Updated Aug 01, 2018 | 23:22 IST | Times Now Digital

Assam National Register of Citizens row: Times Now has learned that at a secret meeting in 2005, the UPA government had acknowledged the threat posed by illegal Bangladeshi immigrants.

Photo Credit:&nbspPTI
People wait in a queue to check their names on the final draft of Assam's National Register of Citizens

New Delhi: Even as the Congress party mounted its attack on the ruling Bharatiya Janata Party on Wednesday over the draft National Register of Citizens in Assam, it has emerged that 13 years back, it was the Congress-led UPA government at the Centre that had expressed fears over the presence of illegal Bangladeshi immigrants in Assam. In fact, it was feared that Assam could one day have a Bangladeshi chief minister.

Times Now has learned from a deep throat in the UPA-1 government that a secret meeting was held in 2005 under the chairmanship of then prime minister Manmohan Singh on national security, at which Congress leaders had acknowledged the threat posed by illegal immigrants. The meet was specifically called to discuss the influx of illegal Bangladeshi immigrants in Assam.

At the same meeting, two senior United Progressive Alliance ministers had apprised the top government leadership about the demographic change Assam was undergoing and how the time was not far when the northeastern state could have a Bangladeshi CM.

P Chidambaram had at the meeting held at the PM’s residence – 7, Race Course Road - stressed on the need to have strict visa rules in place for Bangladeshis. Pranab Mukherjee had supported Chidambaram and even suggested that the same could be the situation in West Bengal if the problem was not taken care of.

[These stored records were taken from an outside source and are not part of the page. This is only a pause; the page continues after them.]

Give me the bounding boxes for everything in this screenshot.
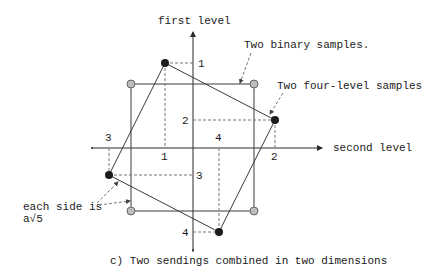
first-tick-4: 4 [182,227,189,239]
first-level-label: first level [158,15,231,27]
four-level-samples-annotation: Two four-level samples [277,80,422,92]
constellation-diagram: 1 2 3 4 1 2 3 4 first level second level… [0,0,430,272]
four-level-point-4 [215,228,223,236]
four-level-annotation-arrow [270,93,283,114]
four-level-point-1 [161,59,169,67]
binary-samples-annotation: Two binary samples. [244,39,369,51]
side-length-annotation-line1: each side is [23,201,102,213]
second-tick-2: 2 [271,151,278,163]
second-level-label: second level [333,142,412,154]
second-tick-1: 1 [161,151,168,163]
four-level-point-2 [271,116,279,124]
side-arrow-1 [97,182,118,203]
first-tick-2: 2 [182,115,189,127]
figure-caption: c) Two sendings combined in two dimensio… [110,255,387,267]
second-axis-left-tick [91,147,93,149]
side-arrow-2 [99,201,130,205]
binary-annotation-arrow [240,53,251,83]
binary-point-bl [127,207,135,215]
binary-point-tr [250,80,258,88]
first-tick-3: 3 [196,170,203,182]
binary-point-br [250,207,258,215]
side-length-annotation-line2: a√5 [23,213,43,225]
second-tick-3: 3 [105,132,112,144]
first-tick-1: 1 [198,58,205,70]
binary-point-tl [127,80,135,88]
first-axis-bottom-tick [192,249,194,251]
second-tick-4: 4 [215,132,222,144]
four-level-point-3 [105,171,113,179]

This is in stark contrast to the stand adopted now by the Congress party on the issue of Assam NRC. The opposition party has blamed the ruling BJP for distorting the process of Assam's NRC to derive political gains.

​It also slammed the BJP and its chief Amit Shah for seeking to brand any questions on the process as a support to illegal Bangladesh immigrants. Congress has said that the NRC should reflect the aspirations of the Assamese people and not become a tool in the hands of a few to divide the society.

"The issue that the Congress is highlighting is that a large number of Indians have been rendered as refugees in their own country and this was unacceptable," Congress leader Anand Sharma said.